Flight

Quotations concerning pigs,
and pig flight?

pig flyer

The aerodynamic potential of pigs has long been debated. Is that plump body a proper fuselage? Can a curvilinear tail assembly function as a rudder? Will cloven appendages withstand the stress of landing? And, eh… Just where are the wings? Perhaps only the Walrus knows.


“Owl,” said Pooh, “Could you fly up to the letter-box with Piglet on your back?”

“No,” said Piglet quickly, “He couldn’t.”

Owl explained to Pooh about the necessary Dorsal Muscles. Piglet hurriedly added that he had been getting much bigger lately, “so it’s no good thinking about it.”

A.A. Milne (1882-1956)
The House at Pooh Corner (1928).

RABBLE, n.: in a republic, those who exercise a supreme authority tempered by fraudulent elections. The rabble is like the sacred Simurgh, of Arabian fable — omnipotent on condition that it do nothing. (The word is Aristocratese, and has no exact equivalent in our tongue, but means, as nearly as may be, “soaring swine.”).

Ambrose Bierce (1842-1914)
U.S. writer and journalist. The Devil’s Dictionary (1906).

Pigs flie in the ayre with their tails forward…

John Withals (d. c. 1555)
British lexicographer. A Shorte Dictionarie for Yonge Begynners (1553).

Don’t discount flying pigs before you have a good air defense.

Attributed to: jvh@clinet.FI (ca.1996).

Pigs might fly, but they are very unlikely birds.

a popular British euphemism as early as the 1620s.

“The time has come,” the Walrus said,
To talk of many things:
Of shoes and ships and sealing wax,
Of cabbages and kings,
And why the sea is boiling hot,
And whether pigs have wings.”

Lewis Carroll (1832–1898)
pen name of Charles Lutwidge Dodgson, a British mathematician, writer and a member of the faculty of mathematics at the University of Oxford.
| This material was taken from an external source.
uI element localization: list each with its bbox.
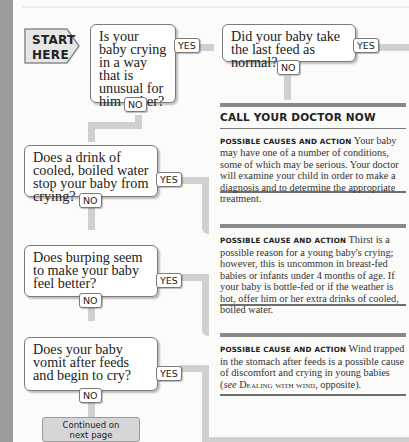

The Owl and the Pussycat (1871).

The first pig to fly in an aeroplane was taken up for a joyride in a biplane by Lord Brabazon, holder of the first pilot license in Britain.

The TIMES, London (1909).

Pork — the other white meat. Leaner. Healthier.
Were going where no pig has gone before, come
along. Take that one small step… Buy pork!

National Pork Producers Council
an American Trade Organization, (c. 1997).

I have myself a poetical enthusiasm for pigs, and the paradise of my fancy is one where pigs have wings. But it is only men, especially wise men, who discuss whether pigs can fly; we have no particular proof that pigs ever discuss it.

G.K. Chesterton (1874-1936)
British author and critic. Fancies Versus Facts (1923).

“Just about as much right,” said the Duchess, “as pigs have to fly.”

Lewis Carroll (1832-1898)
English writer and mathematician. Alice’s Adventures in Wonderland (1865).

If you are sweating too much before a flight, you surely haven’t asked enough questions. If you are not sweating just a little during the flight, you may not have been attentive enough. And, if you are not sweating out the answers with all the experts you can think of after the flight, you may never find that very beautiful pearl in all that pig litter.

Corwin H. “Corky” Meyer (b. 1920)
Grumman Aircraft test pilot during WWII.

I’m sure that the airlines would allow first-class passengers to travel to Europe or California in the company of their pigs, and I like to imagine the sight of the pairs of differently shaped heads when seen from the rear of the cabin.

Lewis H. Lapham (b. 1935)
U.S. editor and writer. “A Man and His Pig” from 30 Satires (2003).

A random image of a pig, hog, boar or swine from the collection at Porkopolis.